While there is no data for fertiliser sales this year, all signs point to it being one of the lowest overall for tonnages bought by farmers.

With the weekend of 13 October bringing the deadline for farmers to report closing stocks on the national fertiliser database, it is worth taking a look at what might drive prices into 2024 and whether we will ever see a return to the price levels that prevailed in 2020-21.

Looking at a 20-plus year chart of fertiliser prices (see Figure 1 showing the price per tonne of calcium ammonium nitrate (CAN)) we can see that they generally were fairly stable until 2008, when they almost doubled, and then after calming for more than a decade, spiked higher again last year.

While much of that spike has since reversed, we have not seen a return to pre-Ukraine invasion price levels yet.

Looking at the chart again, we can see that while prices dropped after the rapid rise in 2008, they settled at a much higher level. The average price from January 2001 to December 2007 was €205 per tonne. The average price from January 2011 to December 2017 was €305/t.

Stable

The remarkable thing over both of those periods is how stable the price was around those levels.

The thing we’re seeing as the 2023 season ends is that CAN is trading around €400/t. If past performance is any (rough) guide, then perhaps this is as good as its going to get for fertiliser prices.

There are short-term risks to this view from the rise in hostilities in Israel.
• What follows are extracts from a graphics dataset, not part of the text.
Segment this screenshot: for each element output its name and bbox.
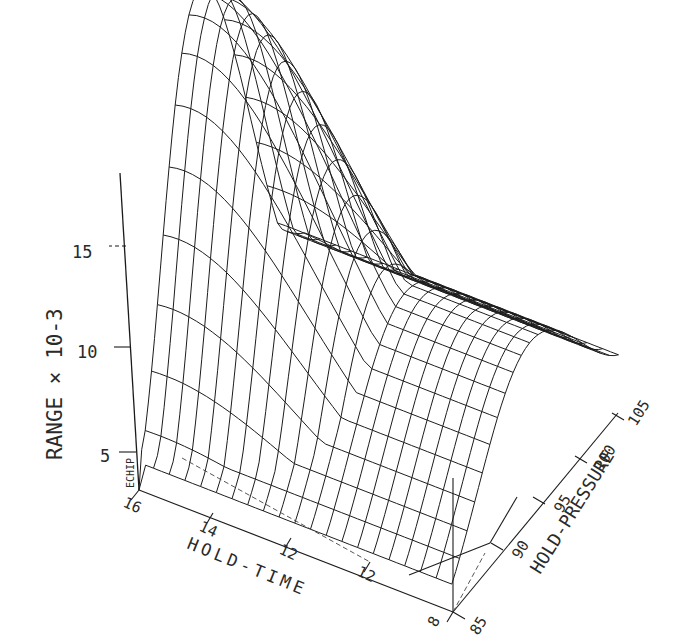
base-box — [139, 413, 618, 612]
z-axis: 15 10 5 RANGE × 10-3 ECHIP — [43, 173, 139, 490]
z-tick-label: 15 — [72, 242, 92, 262]
z-axis-title: RANGE × 10-3 — [43, 308, 67, 460]
y-axis: 85 90 95 100 105 HOLD-PRESSURE — [453, 397, 654, 639]
surface-wireframe — [139, 0, 619, 584]
y-tick-label: 85 — [466, 613, 491, 638]
z-tick-label: 10 — [77, 342, 97, 362]
surface-plot: 15 10 5 RANGE × 10-3 ECHIP 16 14 12 12 8… — [0, 0, 693, 643]
x-tick-label: 8 — [424, 613, 444, 630]
x-tick-label: 12 — [276, 540, 300, 564]
y-tick-label: 105 — [624, 397, 654, 430]
echip-watermark: ECHIP — [125, 458, 136, 488]
z-tick-label: 5 — [100, 446, 110, 466]
y-axis-title: HOLD-PRESSURE — [526, 447, 618, 578]
x-tick-label: 16 — [120, 493, 144, 517]
x-tick-label: 12 — [354, 562, 378, 586]
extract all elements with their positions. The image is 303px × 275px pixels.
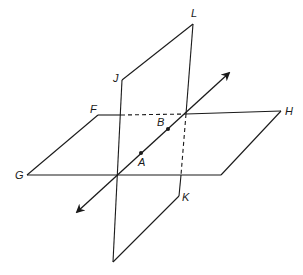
hidden-edge-0: [121, 114, 186, 115]
vertex-label-g: G: [15, 169, 24, 181]
diagram-stage: AB LJFHGK: [0, 0, 303, 275]
vertex-label-h: H: [285, 105, 293, 117]
point-label-b: B: [157, 116, 164, 128]
vertex-label-k: K: [182, 191, 190, 203]
vertex-label-f: F: [90, 103, 98, 115]
hidden-edge-1: [181, 114, 186, 175]
edge-g-to-f: [27, 115, 98, 175]
intersecting-planes-diagram: AB LJFHGK: [0, 0, 303, 275]
line-ab: [77, 73, 229, 212]
edge-front-vertical: [113, 80, 122, 262]
line-ab-arrowed: [77, 73, 229, 212]
vertex-labels: LJFHGK: [15, 7, 293, 203]
vertex-label-l: L: [191, 7, 197, 19]
horizontal-plane-fgh: [27, 111, 281, 175]
point-label-a: A: [137, 156, 145, 168]
edge-l-down: [186, 24, 193, 114]
edge-to-k: [179, 175, 181, 196]
edge-j-to-l: [122, 24, 193, 80]
edge-k-to-bottom: [113, 196, 179, 262]
point-b: [166, 127, 170, 131]
edge-h-to-corner: [221, 111, 281, 175]
edge-to-h: [186, 111, 281, 114]
point-a: [139, 151, 143, 155]
hidden-edges: [121, 114, 186, 175]
vertex-label-j: J: [112, 72, 119, 84]
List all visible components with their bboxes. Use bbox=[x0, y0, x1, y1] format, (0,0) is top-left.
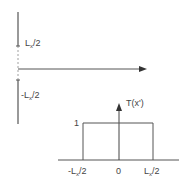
y-tick-one: 1 bbox=[74, 118, 79, 128]
arrow-right-icon bbox=[139, 66, 147, 72]
transmission-plot bbox=[58, 103, 179, 160]
aperture-screen bbox=[16, 12, 20, 124]
aperture-diagram: Lx/2 -Lx/2 T(x') 1 -Lx/2 0 Lx/2 bbox=[0, 0, 179, 183]
x-tick-neg: -Lx/2 bbox=[68, 166, 87, 177]
top-edge-label: Lx/2 bbox=[25, 38, 41, 49]
function-label: T(x') bbox=[126, 98, 144, 108]
x-tick-pos: Lx/2 bbox=[144, 166, 160, 177]
bottom-edge-label: -Lx/2 bbox=[21, 90, 40, 101]
x-tick-zero: 0 bbox=[116, 166, 121, 176]
arrow-up-icon bbox=[116, 103, 122, 111]
top-hat-function bbox=[83, 123, 153, 160]
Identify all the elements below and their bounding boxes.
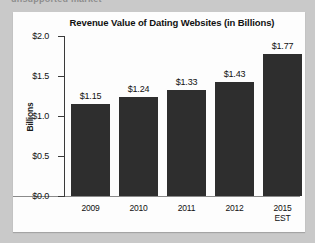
bar-rect[interactable] <box>71 104 110 196</box>
plot-area: $0.0$0.5$1.0$1.5$2.0 $1.152009$1.242010$… <box>64 36 300 196</box>
bar-series: $1.152009$1.242010$1.332011$1.432012$1.7… <box>64 36 300 197</box>
bar-rect[interactable] <box>263 54 302 196</box>
x-axis-category-label: 2011 <box>178 203 195 213</box>
bar-value-label: $1.33 <box>176 77 198 87</box>
bar-item[interactable]: $1.242010 <box>119 97 158 196</box>
clipped-header-strip: unsupported market <box>0 0 315 9</box>
y-axis-tick-label: $0.5 <box>32 151 49 161</box>
x-axis-category-label: 2010 <box>129 203 147 213</box>
y-axis-tick-label: $1.0 <box>32 111 49 121</box>
x-axis-category-label: 2012 <box>225 203 243 213</box>
bar-item[interactable]: $1.432012 <box>215 82 254 196</box>
y-axis-tick-label: $1.5 <box>32 71 49 81</box>
chart-title: Revenue Value of Dating Websites (in Bil… <box>43 17 301 28</box>
y-axis-tick-label: $2.0 <box>32 31 49 41</box>
bar-item[interactable]: $1.332011 <box>167 90 206 196</box>
clipped-header-text: unsupported market <box>11 0 102 4</box>
bar-item[interactable]: $1.152009 <box>71 104 110 196</box>
bar-value-label: $1.43 <box>224 69 246 79</box>
chart-panel: Revenue Value of Dating Websites (in Bil… <box>13 12 305 232</box>
x-axis-category-label: 2015 EST <box>273 203 291 223</box>
x-axis-category-label: 2009 <box>81 203 99 213</box>
bar-rect[interactable] <box>119 97 158 196</box>
bar-value-label: $1.77 <box>272 41 294 51</box>
bar-value-label: $1.15 <box>80 91 102 101</box>
bar-rect[interactable] <box>167 90 206 196</box>
bar-value-label: $1.24 <box>128 84 150 94</box>
y-axis-tick-label: $0.0 <box>32 191 49 201</box>
bar-item[interactable]: $1.772015 EST <box>263 54 302 196</box>
bar-rect[interactable] <box>215 82 254 196</box>
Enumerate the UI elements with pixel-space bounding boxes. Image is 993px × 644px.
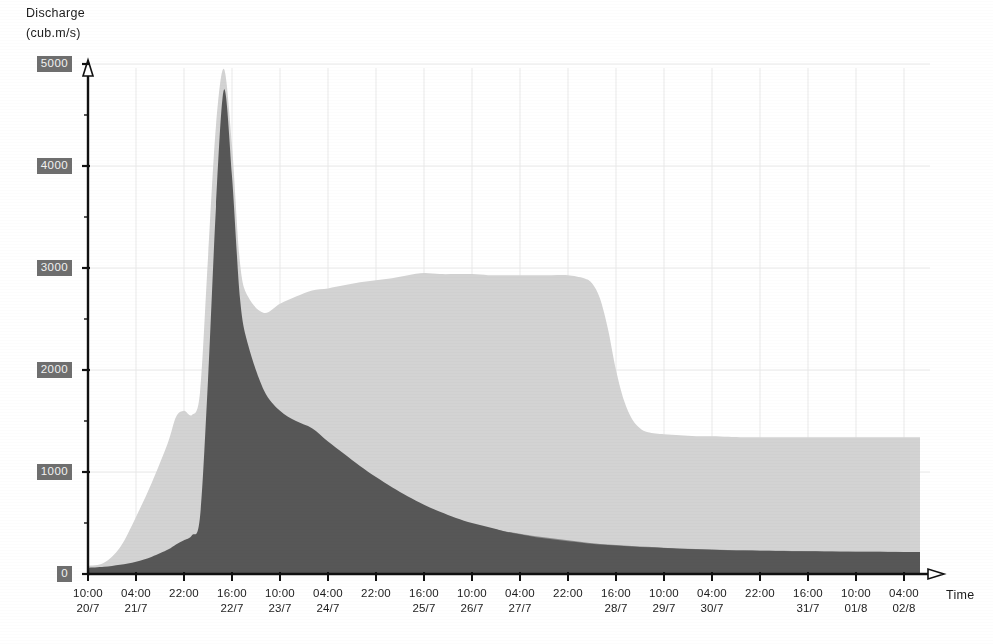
x-tick-time: 22:00 [169, 586, 199, 601]
x-tick-date: 24/7 [313, 601, 343, 616]
y-axis-tick-label: 5000 [37, 56, 72, 72]
x-axis-tick-label: 16:0031/7 [793, 586, 823, 616]
series-group [88, 69, 920, 574]
plot-area [0, 0, 993, 644]
x-axis-tick-label: 16:0028/7 [601, 586, 631, 616]
x-tick-time: 22:00 [361, 586, 391, 601]
x-axis-arrowhead [928, 569, 944, 579]
x-axis-tick-label: 22:00 [745, 586, 775, 601]
y-axis-tick-label: 2000 [37, 362, 72, 378]
x-tick-time: 16:00 [409, 586, 439, 601]
x-tick-time: 16:00 [793, 586, 823, 601]
x-tick-date: 20/7 [73, 601, 103, 616]
x-tick-date: 22/7 [217, 601, 247, 616]
x-axis-tick-label: 04:0024/7 [313, 586, 343, 616]
y-axis-tick-label: 4000 [37, 158, 72, 174]
x-tick-time: 04:00 [121, 586, 151, 601]
x-tick-date: 26/7 [457, 601, 487, 616]
x-tick-date: 23/7 [265, 601, 295, 616]
x-tick-time: 04:00 [313, 586, 343, 601]
x-tick-time: 10:00 [649, 586, 679, 601]
x-axis-tick-label: 10:0029/7 [649, 586, 679, 616]
x-tick-time: 04:00 [505, 586, 535, 601]
y-axis-tick-label: 0 [57, 566, 72, 582]
x-tick-time: 10:00 [457, 586, 487, 601]
x-tick-time: 16:00 [601, 586, 631, 601]
x-tick-date: 01/8 [841, 601, 871, 616]
x-tick-date: 30/7 [697, 601, 727, 616]
x-axis-tick-label: 22:00 [553, 586, 583, 601]
x-tick-date: 21/7 [121, 601, 151, 616]
x-axis-tick-label: 04:0030/7 [697, 586, 727, 616]
x-tick-time: 10:00 [73, 586, 103, 601]
x-tick-date: 02/8 [889, 601, 919, 616]
x-tick-time: 10:00 [265, 586, 295, 601]
x-tick-date: 29/7 [649, 601, 679, 616]
x-tick-time: 16:00 [217, 586, 247, 601]
x-axis-tick-label: 04:0027/7 [505, 586, 535, 616]
y-axis-tick-label: 1000 [37, 464, 72, 480]
x-tick-date: 27/7 [505, 601, 535, 616]
x-axis-tick-label: 10:0001/8 [841, 586, 871, 616]
x-tick-date: 25/7 [409, 601, 439, 616]
x-axis-tick-label: 10:0020/7 [73, 586, 103, 616]
y-axis-arrowhead [83, 60, 93, 76]
x-axis-tick-label: 04:0002/8 [889, 586, 919, 616]
x-axis-tick-label: 16:0022/7 [217, 586, 247, 616]
y-axis-tick-label: 3000 [37, 260, 72, 276]
x-tick-time: 22:00 [745, 586, 775, 601]
x-axis-tick-label: 10:0026/7 [457, 586, 487, 616]
x-axis-tick-label: 16:0025/7 [409, 586, 439, 616]
x-tick-time: 10:00 [841, 586, 871, 601]
discharge-hydrograph-chart: Discharge (cub.m/s) Time 010002000300040… [0, 0, 993, 644]
x-axis-tick-label: 22:00 [169, 586, 199, 601]
x-tick-time: 04:00 [889, 586, 919, 601]
x-tick-time: 22:00 [553, 586, 583, 601]
x-axis-tick-label: 04:0021/7 [121, 586, 151, 616]
x-tick-date: 28/7 [601, 601, 631, 616]
x-axis-tick-label: 22:00 [361, 586, 391, 601]
x-tick-date: 31/7 [793, 601, 823, 616]
x-axis-tick-label: 10:0023/7 [265, 586, 295, 616]
x-tick-time: 04:00 [697, 586, 727, 601]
Global supplies of potash have already been disrupted, but it is the risk of an escalation into a wider regional conflict which would hit energy prices that is the biggest long-term threat to prices.

Analysts at Bloomberg Economics suggest a confined war in Gaza would lead to a price rise of $4 in a barrel of oil – something we have already seen.

But they suggest that a wider regional conflict could add a whopping €64 to the price of oil, pushed a barrel of Brent close to $150 - a level it spiked to in 2008.

Right now, it looks like the best possible outcome will be for fertiliser prices to not rise much further from here.

This needs a few things to go right – the conflict in Israel needs to be contained; the price of energy needs to go lower; and there needs to be no fresh escalation of the conflict in Ukraine.